A simple proposal. With a finite amount of money available, the Office for Disability Issues (ODI) wants pointers, from those who know their stuff, on how to prioritise resources and effort.

Last week I attended an ideas session run by a user led organisation in Essex, ecdp. Approximately 20 disabled peple and carers took part. The results were carefully written up and fed back.

Ideas were flying. EastEnders should have a regular disabled character ... schools should have better citizenship classes ... careers officers need more training.

Suggestions about how to improve existing schemes such as transport and employment services sat alongside a strong desire to educate and inform the nation about disability so that systems and attitudes would be different in the future.

One of the leaders of the session in Essex was ecdp's aptly titled Lived Experience officer, Faye Savage. She says: "I think the fact that the government has started this conversation around fulfilling potential shows that, while disabled people have come a long way in the last 20 years in terms of things they're able to achieve in education, in employment and in volunteering, they still don't have the same rates of involvement as non disabled people. It tells you that there are barriers which stop them from fulfilling their potential."

The contributors in Essex were keen to talk about their experiences and pass on their thoughts and knowledge they've gained. But for some, Fulfilling Potential is just another talking shop.

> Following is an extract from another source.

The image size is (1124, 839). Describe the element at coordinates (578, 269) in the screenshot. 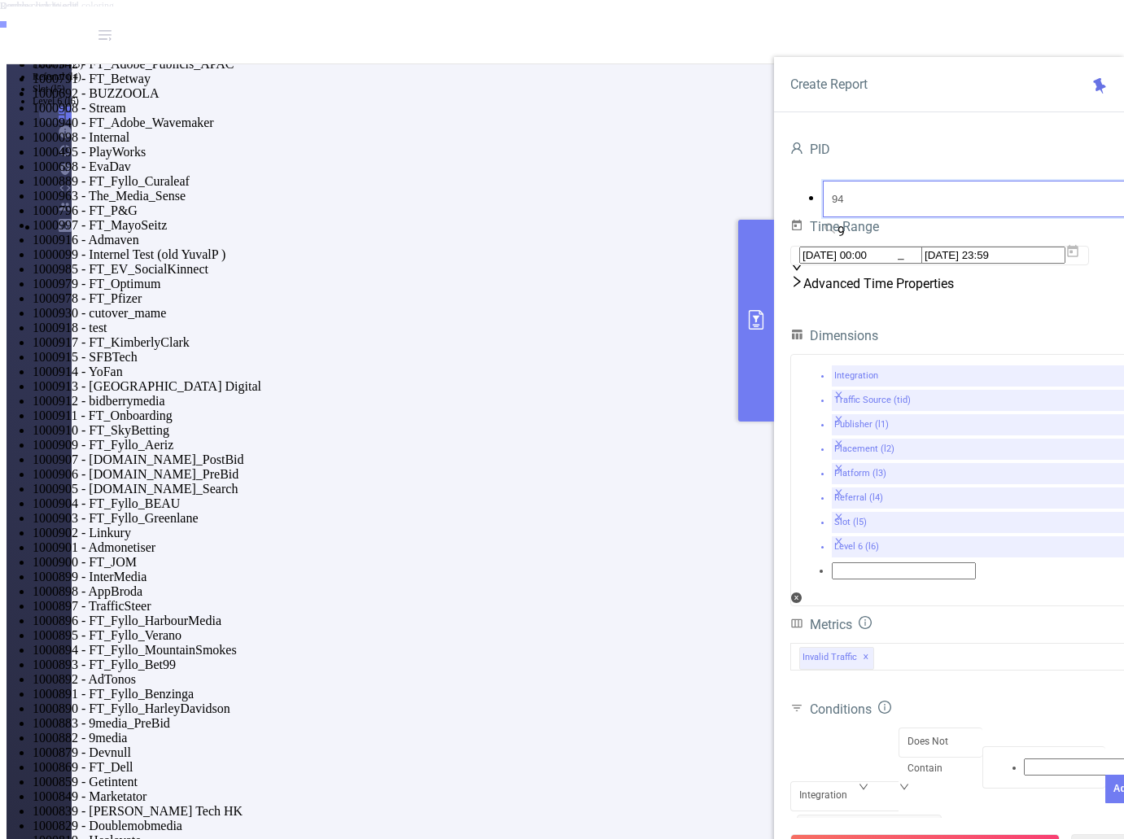

I see `li: 1000985 - FT_EV_SocialKinnect` at that location.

There was plenty of bad feeling early last year when charities and organisations believed their contributions to the consultation about the future of DLA (or PIP) were ignored. And in a on Tuesday, disability academic and trainer Jenny Morris writes:

"[the consultation document] sits alongside, and steadfastly ignores, a raft of welfare reform policies which, far from recognising the social, economic and environmental barriers experienced by disabled people, assume that unemployment, impairment and ill health are a result of individual states of mind - lack of motivation and 'dependency'.

Where do you stand? Is it good to keep on feeding back? And do you feel your potential is presently not being fulfilled? Tell us in the comments below.

And you have just two days to to the ODI's consultation.